Wednesday, November 24, 2010

Million Man March

(This is one of those blog posts I started a while back and never completed.  In revisiting it, I have a few additional points that I want to address in a subsequent piece about the film "for colored girls")

I just read an article that commemorated the Million Man March from fifteen years ago.  Wow, cannot believe it has been that long!  But I am dismayed by the conclusion reached by the author...some of the same old tired complaints that pit black women against black men and the uselessness of massive social movements:

1. The Massive Exhale C-O-N-spiracy: So yet again, another disgruntled black man refers to the work of black women produced between 1985 and 1995 as anti-male.  This is so tired.  And so untrue.  I am not sure why black men get so sensitive about less-than flattering, yet realistic portrayals of some male characters.  As if to suggest that there not any men that are abusive, destructive, unfaithful and absent because everyone is loving, steadfast, supportive and honest.  Are you for real?

Can we put to rest the myth that there is some nefarious conspiracy by black women to bruise the collective black male ego?  When white TV writers can only seem to fashion stories about troubled drug dealers (i.e., The Wire), I don't read any major complaints.  I mean, isn't that negative as well? 

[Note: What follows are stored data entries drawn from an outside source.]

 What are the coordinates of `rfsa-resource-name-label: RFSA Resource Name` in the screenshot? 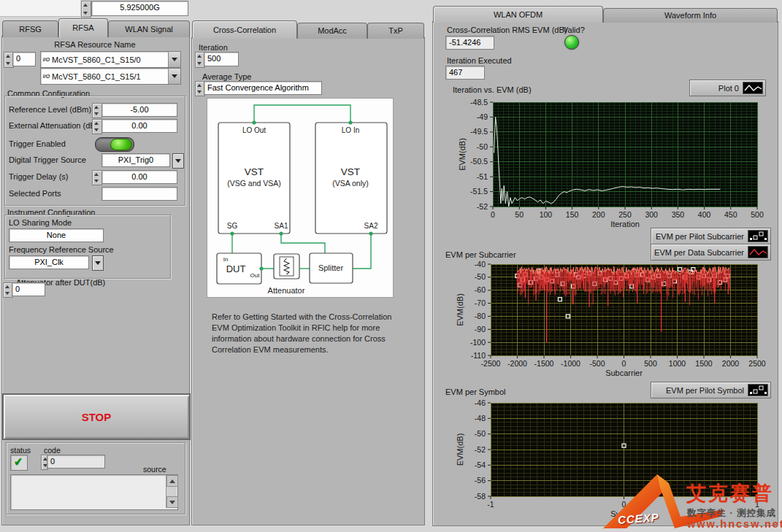 It's located at (95, 45).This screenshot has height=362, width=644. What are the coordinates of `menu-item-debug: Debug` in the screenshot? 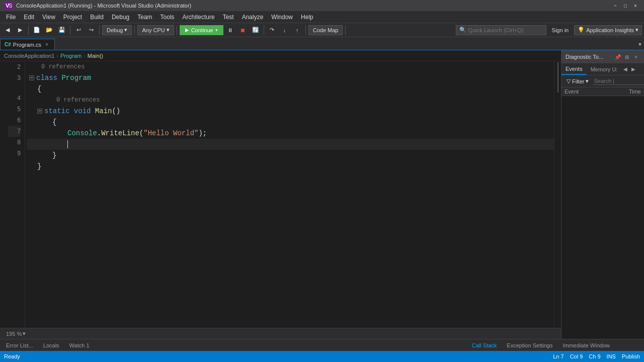 It's located at (121, 17).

I spent half of my college years engaged in this debate and I always found it ironic that whenever a black woman gets celebrated for telling her truth through artistic expression, she gets accused of male-bashing.  Yet that was also the era that gave rise to gangsta rap and the video vixen, and I do not recall that those artists received the same level of condemnation...

(Except, there was condemnation against gangsta rap, led by frightened white people.  When C. Delores Tucker, a black woman, railed against misogyny in hip hop, she got ridiculed.  Other black critics were dismissed as disconnected and prudish.  And given the state of hip hop these days, maybe we should have listened.)

And now the most prolific producer of black art is Tyler Perry--a man whose most celebrated character is Madea the drag grandma.  I am not hating on Perry, but it seems odd that in the search for so-called positive black representations, we have settled for live-action cartoon characters and superficial morality plays.  Whatever...

(And this is where I will direct you to my upcoming review of "for colored girls", directed by none other than Mr. Perry).

2. Million Man March #fail:  OK, so I am going to debunk my own skepticism about this march and proclaim that yes, in fact, it was a good thing.  At the time, I disagreed with the call for men to come to the Mall alone to atone for their collective sins because I felt that it reinforced the sexist idea that men controlled the destiny of the black community (I was a bit over-the-top with my feminist rhetoric back then).  I felt that in an age where women had more options, the salvation of the black family and the community as a whole would come from equal effort--and that quite frankly it was a sad state of affairs to acknowledge that men had been missing in action for so long.

In revising my view of the MMM, I was wrong.  Black men did need to be summoned to the Mall because they were not getting the message in church, at home, the barbershop or in any other institution that they needed to stand up to take care of their responsibilities.  And that call to come forth on behalf of a community plagued by social ills ignited some of those brothers to return to their communities with a renewed sense of purpose. 

Some black men went back to create businesses.  Some black men went into the classroom and began to teach.  Some black men went to school and got degrees.  And though he has not said so directly, I believe the MMM planted the seed in the mind of a certain POTUS that yes he could...

Anyone who thinks that this effort was a failure was not paying close enough attention to the results.  No, it did not produce whole-scale change, but it was a start and sometimes a start is all that is needed.  Sure, the momentum and emphasis of that day was misplaced on the leadership of Louis Farrakhan, but that is only because he was the sensational aspect of it all.  In much the same way that Sarah Palin and Glenn Beck draw the attention of the media to the Tea Party, larger than life media personalities tend to obscure the layer of real work that goes on beneath the surface of a movement.  The success of the MMM is that a million men got together in order to take a stand.  And then at least half a million of them went back into their communities to do the really hard work of becoming better fathers and husbands, workers and doers--better men.